Twenty feet above Fulton Avenue in Brooklyn on Saturday, there was a curious art event: Three artists hosted concurrent receptions for the public art they created for three elevated platforms on the Jamaica subway line. The artists — Barbara Ellmann, Amy Cheng, and Jung Hyang Kim — were celebrating the completion of their permanent artwork for MTA Arts in Transit, which since the mid-1980s has commissioned works of art in subway stations throughout the city. During the last year, each artist created a series of large panels in the faceted-glass style that has come to characterize the public art along the J train route. But the week of the inaugural event, there was another familiar sight on the Queensbound line: an unexpected service advisory poster. It announced all three stations would be closed for track maintenance the day of the reception.

Ms. Ellmann laughed it off as she stood on the trainless platform at Van Siclen Avenue. “It’s absolutely fitting, the way I see it. It’s how we function with the MTA. When I heard about this, I decided to push through and go ahead with it anyway.” Dressed in an embroidered denim shirt, she warmly greeted the dedicated crowd of 20 that had made it to the station. Lynn Handelman, a family friend, drove in from Queens instead of taking the shuttle bus. “I don’t take the subway much any more, but I think it’s fantastic that people will see this when they wake up in the morning,” she said. A guard let party guests into the closed stations.

Starting today, when the J train returns to its normal schedule, commuters again will be greeted with Ms. Ellmann’s windscreens, a series of seven free-standing panels featuring brightly colored arrangements of modulated glass shapes. Clusters of irregular rectangles are stacked in large tableaux, about 8 feet wide. Their hand-chiseled edges, small bubbles of trapped air, and variegated texture echo the imperfect geometry of their surroundings: the brick façade across the open-air track, a row of windows at eye level, and the intersecting streets below.

One stop away, at the Cleveland Street station, Amy Cheng was hosting a gathering to celebrate her piece, a series of panels titled “Las Flores.” Adorned with large floral designs, their vivid palette was inspired by the Dominican culture in the neighborhood. Like the jewel-toned panels behind her, Ms Cheng added a shock of color to the overcast afternoon. She was dressed in several shades of rose. The swirling patterns of her windscreens were inspired by traditional folk art from several cultures, and like all of the projects for the refurbished J train stations, they incorporate faceted glass. With a mixture of resin and sand for structural support, thick chunks of glass are designed to capture light, arguably the most beautiful feature of the elevated train lines.

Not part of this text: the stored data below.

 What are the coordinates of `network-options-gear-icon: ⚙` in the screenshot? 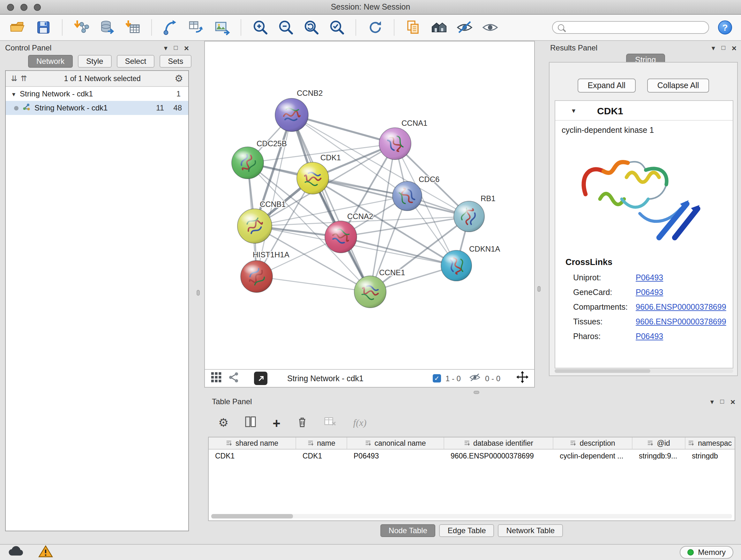 It's located at (179, 78).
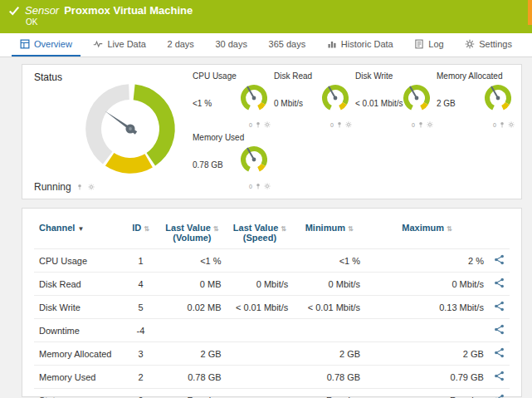 The image size is (532, 398). What do you see at coordinates (272, 261) in the screenshot?
I see `table-row: CPU Usage 1 <1 % <1 % 2 %` at bounding box center [272, 261].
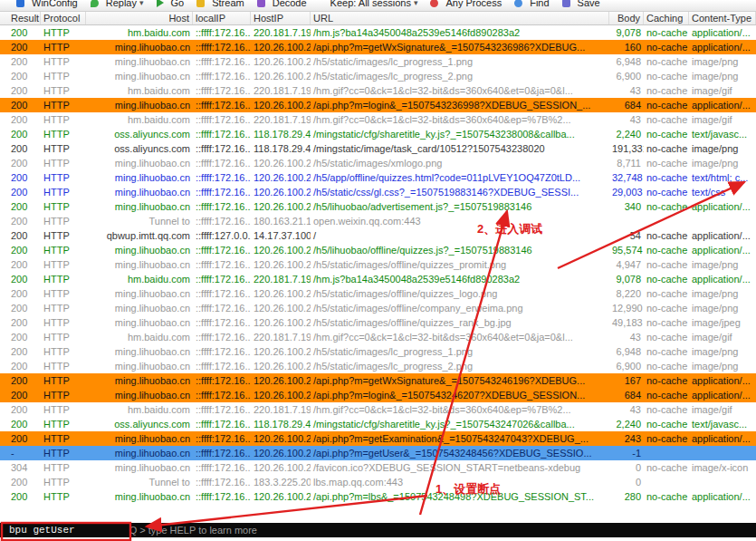 This screenshot has height=541, width=756. Describe the element at coordinates (281, 76) in the screenshot. I see `cell-hostip: 120.26.100.228` at that location.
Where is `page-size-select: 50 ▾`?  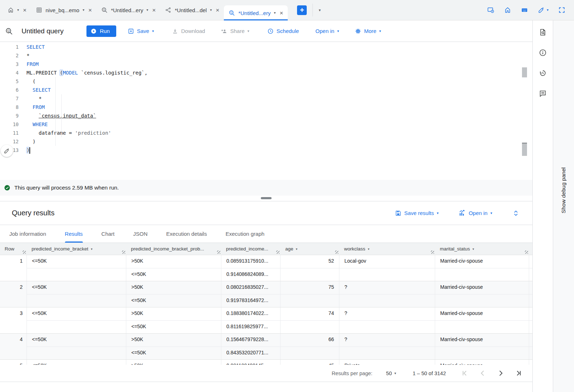 page-size-select: 50 ▾ is located at coordinates (391, 373).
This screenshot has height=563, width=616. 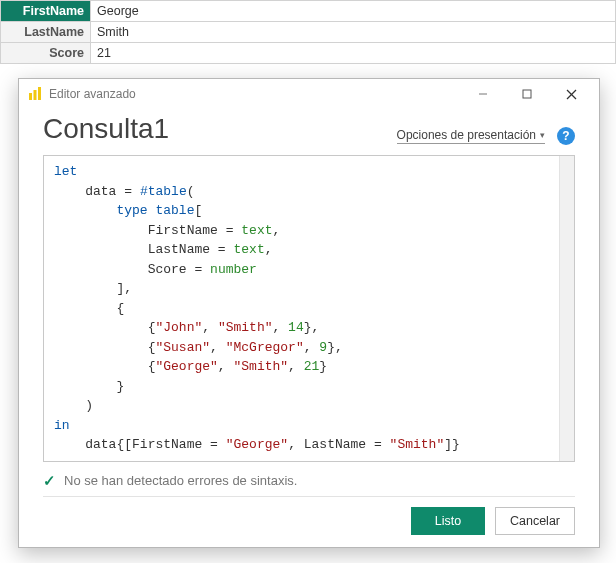 What do you see at coordinates (46, 32) in the screenshot?
I see `record-key: LastName` at bounding box center [46, 32].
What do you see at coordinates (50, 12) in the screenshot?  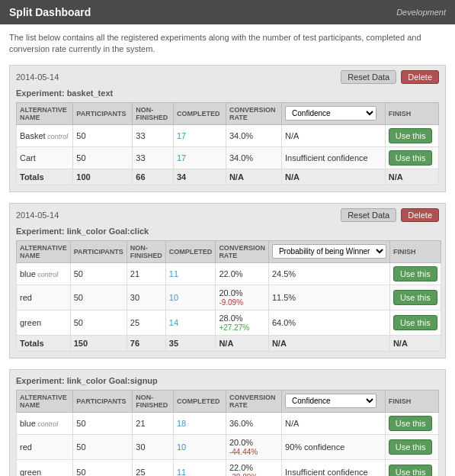 I see `page-title: Split Dashboard` at bounding box center [50, 12].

The project was Ms. Cheng ‘s first work with glass, and she looked to other public projects as a point of departure. “Since the form was established, I could get a good idea of what had been already been done and figure out how to use it in a more sophisticated way,” she said, leading a private tour of the deserted platform. In her seven panels, epoxy grout is not a blank area that holds the glass together but instead a central part of the composition, incorporating embedded glass dowels.

At the Crescent Street station, two stops farther down the line, Jung Hyang Kim presented her variation on the theme, titled “Wheel of Bloom.” Pointing to the repeating circular motifs, she spoke of her inspiration — the warmth of the sun, the wheels of the train — as a small group of invited guests looked on. “When I first visited, I was really struck by the open space and the wide blue sky. I wanted to remind the people of that and make for them a permanent garden,” the painter said.

Ms. Kim chose her colors based on the light of the changing times of day: the pale yellow of morning, and the deep blue of early evening. When the panels were installed last month, they contained small circular mirrors, but the next day the MTA covered the reflective surfaces in fear of vandalism. Ms. Kim said the motifs of radiating flowers are odes to the cycles of daily life — not just of days and seasons, but the routes of commuters, too.